The world wouldn’t work without measuring things, without a reference we go back to, right ?, a gut feeling can’t be transmitted between humans, unless there is trust / belief.

So, most of our references are sometimes, scientific theories, hypothesis, a length of something, a religion( trust/belief), logical thinking, an ideology etc.

Now in Software Engineering what is a good measurement of good architecture design ?

One of the quality measures I depend on, is that “writing code features or tests flow becomes seamless by time, without being blocked by having to implement, redesign or, refactor much of the current code/configs in order to fill in the new code, seamlessly again.”

Basically fulfilling the good design of Martin Fowler’s Design Stamina Hypothesis

Martin Fowler Design Stamina Hypothesis

2. Testing is a sign of healthy architecture design

We all know, no body writes good code documentation, you can’t simply explain how a class would work with other classes in the same package.

Usually full architecture view (in the README ) along with couple of architecture images, and data flow diagrams would suffice as an overview.

But for the engineer who just joined the team and would like to add a new feature, he has to read code.

OK, but should he start reading your 1000 class? in order to understand ?, No, he only wants to learn by Example, where would that be? YES, tests indeed.

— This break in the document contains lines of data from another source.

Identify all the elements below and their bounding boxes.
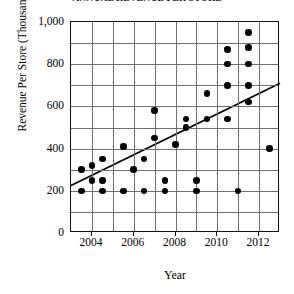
x-tick-label: 2004: [69, 236, 113, 248]
chart-title: ANNUAL REVENUE PER STORE: [0, 0, 294, 4]
data-point: [99, 177, 106, 184]
scatter-chart-figure: ANNUAL REVENUE PER STORE Revenue Per Sto…: [0, 0, 294, 294]
data-point: [183, 124, 190, 131]
gridline-vertical: [113, 22, 114, 231]
data-point: [245, 44, 252, 51]
data-point: [193, 177, 200, 184]
y-tick-label: 600: [8, 99, 64, 111]
gridline-vertical: [155, 22, 156, 231]
x-tick-label: 2006: [111, 236, 155, 248]
data-point: [99, 188, 106, 195]
gridline-horizontal: [71, 106, 278, 107]
plot-area: [70, 21, 279, 232]
gridline-vertical: [92, 22, 93, 231]
data-point: [172, 141, 179, 148]
x-tick-mark: [216, 232, 217, 236]
x-tick-mark: [175, 232, 176, 236]
gridline-horizontal: [71, 128, 278, 129]
y-tick-label: 400: [8, 142, 64, 154]
gridline-vertical: [217, 22, 218, 231]
data-point: [151, 107, 158, 114]
data-point: [245, 82, 252, 89]
x-tick-label: 2008: [153, 236, 197, 248]
gridline-vertical: [238, 22, 239, 231]
y-tick-label: 0: [8, 226, 64, 238]
gridline-vertical: [259, 22, 260, 231]
x-tick-label: 2010: [194, 236, 238, 248]
data-point: [204, 90, 211, 97]
data-point: [89, 177, 96, 184]
data-point: [78, 188, 85, 195]
y-tick-label: 800: [8, 57, 64, 69]
data-point: [120, 143, 127, 150]
data-point: [120, 188, 127, 195]
data-point: [224, 82, 231, 89]
gridline-horizontal: [71, 170, 278, 171]
x-tick-mark: [133, 232, 134, 236]
data-point: [130, 166, 137, 173]
data-point: [78, 166, 85, 173]
x-tick-mark: [91, 232, 92, 236]
data-point: [162, 177, 169, 184]
x-tick-mark: [258, 232, 259, 236]
data-point: [193, 188, 200, 195]
gridline-horizontal: [71, 149, 278, 150]
y-tick-label: 200: [8, 184, 64, 196]
data-point: [89, 162, 96, 169]
x-axis-label: Year: [70, 268, 280, 283]
gridline-vertical: [176, 22, 177, 231]
gridline-vertical: [134, 22, 135, 231]
y-tick-label: 1,000: [8, 15, 64, 27]
gridline-horizontal: [71, 212, 278, 213]
data-point: [99, 156, 106, 163]
x-tick-label: 2012: [236, 236, 280, 248]
gridline-vertical: [196, 22, 197, 231]
data-point: [245, 29, 252, 36]
trend-line: [71, 22, 278, 231]
data-point: [266, 145, 273, 152]
data-point: [224, 46, 231, 53]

but beware of Mocking in testing, up till now, I haven’t found a good reason to mock something unless it tells me: this is code smell, read this article I have seen lots of testing code where it actually doesn’t test anything.

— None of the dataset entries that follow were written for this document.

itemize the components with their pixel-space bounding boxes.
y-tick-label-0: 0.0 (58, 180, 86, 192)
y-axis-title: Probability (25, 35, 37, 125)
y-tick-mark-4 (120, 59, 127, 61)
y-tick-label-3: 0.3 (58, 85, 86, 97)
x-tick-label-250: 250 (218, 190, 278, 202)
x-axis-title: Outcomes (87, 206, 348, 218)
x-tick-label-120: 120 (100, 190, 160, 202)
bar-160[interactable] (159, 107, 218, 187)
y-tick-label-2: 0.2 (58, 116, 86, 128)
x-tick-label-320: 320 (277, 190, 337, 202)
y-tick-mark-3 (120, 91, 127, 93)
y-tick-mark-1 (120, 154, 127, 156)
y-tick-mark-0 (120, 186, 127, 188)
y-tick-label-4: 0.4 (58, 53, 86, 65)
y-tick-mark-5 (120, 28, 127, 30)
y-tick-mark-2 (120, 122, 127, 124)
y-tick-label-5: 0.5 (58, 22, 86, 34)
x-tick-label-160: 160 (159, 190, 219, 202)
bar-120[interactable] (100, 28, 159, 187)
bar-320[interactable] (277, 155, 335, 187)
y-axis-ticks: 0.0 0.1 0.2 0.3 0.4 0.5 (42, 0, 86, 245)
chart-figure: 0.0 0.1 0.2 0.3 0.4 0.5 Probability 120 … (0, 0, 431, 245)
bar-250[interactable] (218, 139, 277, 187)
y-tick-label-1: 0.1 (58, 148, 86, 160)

So, applications that start without testing in mind (hence TDD is a precaution drill meant to force you to do testing, not a must if you do actually test!). anyway, those apps usually end up with Mocking, spying, stubbing etc.

You can even go more radical, where if you design your classes right, and keep those classes testable with constructor injected dependencies, you won’t even have to use Spring injection annotation or Google Guice etc.

Some say, yea but constructor becomes bloated with arguments, well I consider this also another smell of bigger problem, You most probably have damn Big Ball of Mud , a Monolith, where your services contain tons of other services and you can no longer fill the constructor with that amount of dependencies.

3. Modules/Packages/Sub Projects convention

I consider DDD , Clean Architecture, and Explicit Architecture are big names of a very simple concept, where to put things (i.e where to put the adapter for the MongoDB repository, where to put your business logic, and services, etc).

Imagine a house, where the bed is behind the door, and the dining table in the bathroom. This is where these architecture ideas come in handy, you organize your place, so that guests don’t have to wait for you to get out of the toilet in order to have their dinner.

That’s exactly how it feels in a chaotic code arrangement, where you have to struggle in order to introduce a new feature in the project, where you can’t find a pattern of back to back feature development, from Database to Frontend.

I can’t stress enough of the importance of the previous concepts, for a good design reference.

Finally

I tried to be as short as possible mentioning only the end result learnings of problems I have struggled with over the past years writing code.

Still feel free to reach out, with support or constructive criticism.